It's that time of year again — time for lawmakers to mash up all of their unfinished spending bills and stuff them and a few secret ingredients into the gutted intestines of a 2,500 page conglomeration. Although Congress calls this the Omnibus bill, we like to refer to it as making sausage. Another tradition of this process is to get every legislator to agree on it, without casting a vote on this seven-bill Frankenstein. Everyone's just counting on their colleagues to roll over and let it through because no one wants to lie on the tracks when the last legislative train is leaving Capitol Hill.
It might be a losing battle, but budget watchdogs like Taxpayers for Common Sense don't know how to play dead (we don't sit or roll over either). This bill is slathered with frivolous, bizarre, and unnecessary spending, and once again we are urging members of the House and the Senate to kick this legislation to the curb. The House may vote on the bill this Monday, so hold on to your wallets.
The biggest threat in this bill are small — perhaps only a few hundred thousand dollars apiece. This phenomenon, called earmarking, is where lawmakers add provisions to a spending bill without putting them through the rigors of congressional oversight. Blind tolerance of these pet projects adds up to billions of dollars of wasted spending and it's gotten out of control. This year, we are expected to surpass the record year of 2002, when more than 9,300 earmarks cost taxpayers more than $22.5 billion.
The number one problem with pet projects is they are harder than heck to kill. A dedicated legislator with a big campaign contributor to please will not give up easily. Making a repeat performance in the Omnibus bill is Senator Grassley's $50 million indoor rainforest in Iowa, which was stripped from the energy bill just a couple weeks ago when early criticism of the project threatened that bill's passage. The project is more likely to be overlooked in the $820 billion Omnibus, which is so huge that it makes million dollar projects look like chump change.
Grassley's pet project is only the very tip of the iceberg. There may be bigger fish to fry when you consider the $400,000 going to the Trout Genome Mapping project. Ostensibly, the project will help us learn to grow trout faster, but whoever is getting the money has made a whopper of a catch at the public's expense. Then there's $225,000 for the National Wild Turkey Federation to promote wild turkey hunting as a traditional North American sport. If it were up to us, we'd pop this one a few times with our guns. There's also $200,000 for the University of Hawaii to produce a documentary on the “running hunt” technique used by Kalahari Bushmen, where the hunter pursues his prey until either man or animal drops dead of exhaustion.
All of the above are small projects, but the Omnibus contains more of them than we can count: the Alabama beef connection, the dairy indemnity program, a program to make salmon baby food, a bluegrass pride promotion, an international fertilizer development center, and swimming pools for Nevada and California.
Our own Austin Clemens's mother is worth quoting here for her fiscal wisdom. Whenever she finds a penny on the sidewalk or a bit of change in the washer, she says, “Pennies add up to nickels, and nickels add up to dimes.” Some of the Omnibus' poor provisions may not seem like much on their own, but they add up to a full-scale assault on the public purse. With an enormous deficit looming on the horizon, taxpayers can no longer afford a legislature that lets pork slip under the radar.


WORK REQUIRED: Nothing in the records below should be altered when they are retyped.

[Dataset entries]

=== Begin Enclosure ===

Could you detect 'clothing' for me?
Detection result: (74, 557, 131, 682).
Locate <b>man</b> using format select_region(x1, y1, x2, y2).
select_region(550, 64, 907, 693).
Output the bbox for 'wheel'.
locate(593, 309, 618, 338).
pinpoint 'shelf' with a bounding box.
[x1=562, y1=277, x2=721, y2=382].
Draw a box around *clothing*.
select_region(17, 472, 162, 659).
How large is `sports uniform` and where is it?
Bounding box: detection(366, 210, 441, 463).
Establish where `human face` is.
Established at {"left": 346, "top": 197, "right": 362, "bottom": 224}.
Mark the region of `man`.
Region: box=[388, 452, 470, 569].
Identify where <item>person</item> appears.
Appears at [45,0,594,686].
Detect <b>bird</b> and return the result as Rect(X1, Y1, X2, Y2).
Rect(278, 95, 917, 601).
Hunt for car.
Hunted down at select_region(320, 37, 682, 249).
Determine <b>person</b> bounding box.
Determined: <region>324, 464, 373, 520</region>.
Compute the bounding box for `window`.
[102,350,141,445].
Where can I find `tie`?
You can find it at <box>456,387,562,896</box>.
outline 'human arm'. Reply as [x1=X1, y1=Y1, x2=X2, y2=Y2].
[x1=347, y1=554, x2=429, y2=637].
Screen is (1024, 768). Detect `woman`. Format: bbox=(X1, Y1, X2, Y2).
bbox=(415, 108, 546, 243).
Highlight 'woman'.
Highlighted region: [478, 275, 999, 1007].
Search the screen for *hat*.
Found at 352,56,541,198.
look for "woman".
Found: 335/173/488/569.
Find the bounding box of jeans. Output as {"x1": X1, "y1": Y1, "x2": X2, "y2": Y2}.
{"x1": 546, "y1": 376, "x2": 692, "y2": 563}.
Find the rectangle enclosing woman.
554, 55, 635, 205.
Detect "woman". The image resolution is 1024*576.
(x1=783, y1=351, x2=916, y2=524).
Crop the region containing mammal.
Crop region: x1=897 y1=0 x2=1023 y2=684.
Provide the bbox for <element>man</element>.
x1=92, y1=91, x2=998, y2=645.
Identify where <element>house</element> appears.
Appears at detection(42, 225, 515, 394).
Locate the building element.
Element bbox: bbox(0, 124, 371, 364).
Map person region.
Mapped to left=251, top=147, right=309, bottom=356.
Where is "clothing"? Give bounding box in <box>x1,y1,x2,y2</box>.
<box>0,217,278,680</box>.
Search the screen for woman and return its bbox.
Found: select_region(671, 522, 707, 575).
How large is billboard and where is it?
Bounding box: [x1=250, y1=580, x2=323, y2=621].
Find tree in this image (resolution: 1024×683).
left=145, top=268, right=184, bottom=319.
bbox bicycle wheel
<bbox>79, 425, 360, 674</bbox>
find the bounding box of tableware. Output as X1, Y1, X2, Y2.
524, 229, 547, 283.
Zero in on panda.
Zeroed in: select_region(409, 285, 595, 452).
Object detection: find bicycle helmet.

=== End Enclosure ===

SOLUTION FOR THIS EXERCISE:
Could you detect 'clothing' for me?
Detection result: (74, 557, 131, 682).
Locate <b>man</b> using format select_region(x1, y1, x2, y2).
select_region(550, 64, 907, 693).
Output the bbox for 'wheel'.
locate(593, 309, 618, 338).
pinpoint 'shelf' with a bounding box.
[x1=562, y1=277, x2=721, y2=382].
Draw a box around *clothing*.
select_region(17, 472, 162, 659).
How large is `sports uniform` and where is it?
Bounding box: detection(366, 210, 441, 463).
Establish where `human face` is.
Established at {"left": 346, "top": 197, "right": 362, "bottom": 224}.
Mark the region of `man`.
Region: box=[388, 452, 470, 569].
Identify where <item>person</item> appears.
Appears at [45,0,594,686].
Detect <b>bird</b> and return the result as Rect(X1, Y1, X2, Y2).
Rect(278, 95, 917, 601).
Hunt for car.
Hunted down at select_region(320, 37, 682, 249).
Determine <b>person</b> bounding box.
Determined: <region>324, 464, 373, 520</region>.
Compute the bounding box for `window`.
[102,350,141,445].
Where can I find `tie`?
You can find it at <box>456,387,562,896</box>.
outline 'human arm'. Reply as [x1=X1, y1=Y1, x2=X2, y2=Y2].
[x1=347, y1=554, x2=429, y2=637].
Screen is (1024, 768). Detect `woman`. Format: bbox=(X1, Y1, X2, Y2).
bbox=(415, 108, 546, 243).
Highlight 'woman'.
Highlighted region: [478, 275, 999, 1007].
Search the screen for *hat*.
Found at 352,56,541,198.
look for "woman".
Found: 335/173/488/569.
Find the bounding box of jeans. Output as {"x1": X1, "y1": Y1, "x2": X2, "y2": Y2}.
{"x1": 546, "y1": 376, "x2": 692, "y2": 563}.
Find the rectangle enclosing woman.
554, 55, 635, 205.
Detect "woman". The image resolution is 1024*576.
(x1=783, y1=351, x2=916, y2=524).
Crop the region containing mammal.
Crop region: x1=897 y1=0 x2=1023 y2=684.
Provide the bbox for <element>man</element>.
x1=92, y1=91, x2=998, y2=645.
Identify where <element>house</element> appears.
Appears at detection(42, 225, 515, 394).
Locate the building element.
Element bbox: bbox(0, 124, 371, 364).
Map person region.
Mapped to left=251, top=147, right=309, bottom=356.
Where is "clothing"? Give bounding box in <box>x1,y1,x2,y2</box>.
<box>0,217,278,680</box>.
Search the screen for woman and return its bbox.
Found: select_region(671, 522, 707, 575).
How large is billboard and where is it?
Bounding box: [x1=250, y1=580, x2=323, y2=621].
Find tree in this image (resolution: 1024×683).
left=145, top=268, right=184, bottom=319.
bbox bicycle wheel
<bbox>79, 425, 360, 674</bbox>
find the bounding box of tableware. Output as X1, Y1, X2, Y2.
524, 229, 547, 283.
Zero in on panda.
Zeroed in: select_region(409, 285, 595, 452).
Object detection: find bicycle helmet.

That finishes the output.